I scrolled through the results. Client photos—proud men holding fish by the base of their tails, grinning like lunatics, West perched in the background. One from his sister Hailey, of West with his two-year-old nephew Cody riding on his shoulders. That one looked like it’d been taken at their grandparents’ house, where Hailey and Cody lived.

I paused on that one. He looked scruffy. Like maybe he hadn’t shaved since I’d left.

I wonder how that’d feel between my legs?

His brother Wyatt tagged him in one from the house they shared, West asleep on the hammock, three crushed beer cans in a pile below him. Another of West mugging for the camera with Wyatt’s oversized hound dog, General Beauregard.

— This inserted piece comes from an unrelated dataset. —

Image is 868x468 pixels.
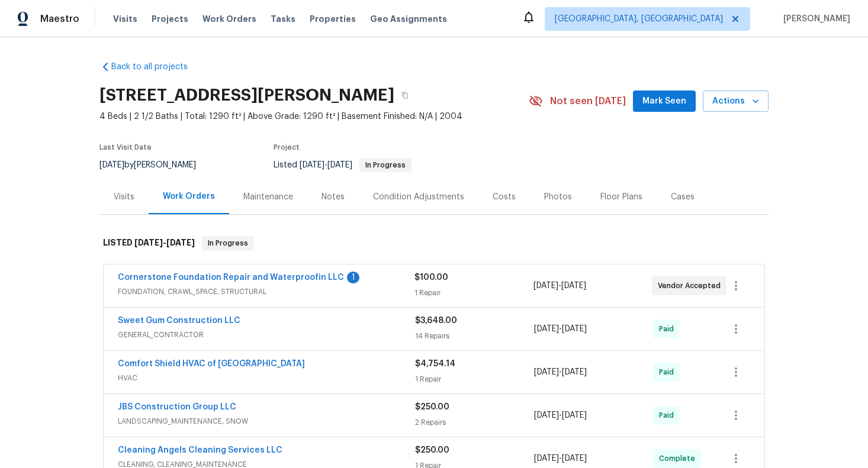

I kept looking, like a junkie searching for her next fix. A series of group shots from the Wreck, the bar Wyatt and West co-owned. My grin faded. I recognized too many faces in that image. Boone, Trevor, Kendra, West, Wyatt, some other girls . . . and Aubrey.

Fucking
Aubrey.

I checked the date. Last weekend.

I scrolled faster there, looking for more with
her.

One more—another group shot. It looked like a restaurant. I didn’t recognize many of the people, but Aubrey was sitting next to West at the table.

Nice.

Real. Fucking. Nice.

Yeah, try harder my ass.

If he really, truly wanted to make things work between us—wouldn’t he have cut ties with her? Avoided her? Because based on this, nothing much had changed for West.

Except the new dark hair highlighting his sculpted jaw.

That
she
was probably rubbing her skanky hand along.

I cut my eyes to the blinking red lights of the clock on the nightstand.

9:47 pm.

The bar downstairs was most definitely open. Open and full of booze. Booze that would make me forget. Make me happy. Make the pain in my heart that stabbed me with each beat just fucking stop.

I was tired of this tightrope act.

And drinking myself into oblivion sounded like the best plan I’d had in ages.

 

 

I MADE A
detour on the way to the bar. That ocean that West compared me to? It could have his damn paper planes. I didn’t need them.

Kicking off my flip flops, I walked until I hit the shoreline where the water dueled the sand for dominance. I tried to fold the airplanes back up best I could. The ones I couldn’t figure out, I just crumpled into balls. Whatever. They would still fly when I threw them.

One at a time, the sea swallowed his lies, the tide taking them away where they couldn’t hurt me any longer.

I stood there, waiting to feel lighter, happier.

It didn’t happen.

The waves tickled my feet, soaking the bottom of my jeans.

Something brushed against my toes, and I jumped back. One of the notes had made its way back to me. I scooped up the soggy paper, wondering if it was a sign. Peeling the edges apart, I held it up, squinting to see which one it was.

I love you.
The words covered the page.

He’d said he’d never stop.

So why did it hurt so bad?

I dropped the page. The sand or the sea—either one could have it. I wasn’t fighting for it anymore.

 

 

THE BARTENDER WAS
my new best friend. I frowned. Well, after Rue. And Theo. My third best-est friend. Because she kept pouring me these great margaritas.

I normally hated margaritas.

But Alison? My third best-est friend? She made some
damn
good ones. And there were so many flavors! Lime was okay. Mango was better. Watermelon wasn’t that great, but I drank it anyway because I didn’t want to hurt its feelings. I was almost finished with blood orange and it might have been my favorite, but I still had two flavors to go, so who knew?

The only thing I needed to decide on was whether pink lemonade or pineapple was next.

Wasn’t pineapple supposed to make cum taste sweeter?

Wait—that only worked if the guy drank it. Right?

I couldn’t remember now.

And it was fucking glorious.

Alison was my new third best-est friend and blood orange margaritas were the shit.

Best. Night. Ever.

I swung my head around when I heard the stool next to me being slid across the terracotta-tiled floor and almost lost my balance.

But Nick caught me.

Niiiiiiick. He looked nice tonight. Tight, dark shirt. Fitted khakis. I could kind of see the outline of his bulge against the fabric.

It wasn’t bad.

West had a nice bulge too.

I wrinkled my forehead. No. I shook my head.
No.

Not thinking about him tonight.

Hey! Nick was here. Maybe he could drink the pineapple margarita and help me remember. I could get the pink lemonade one then.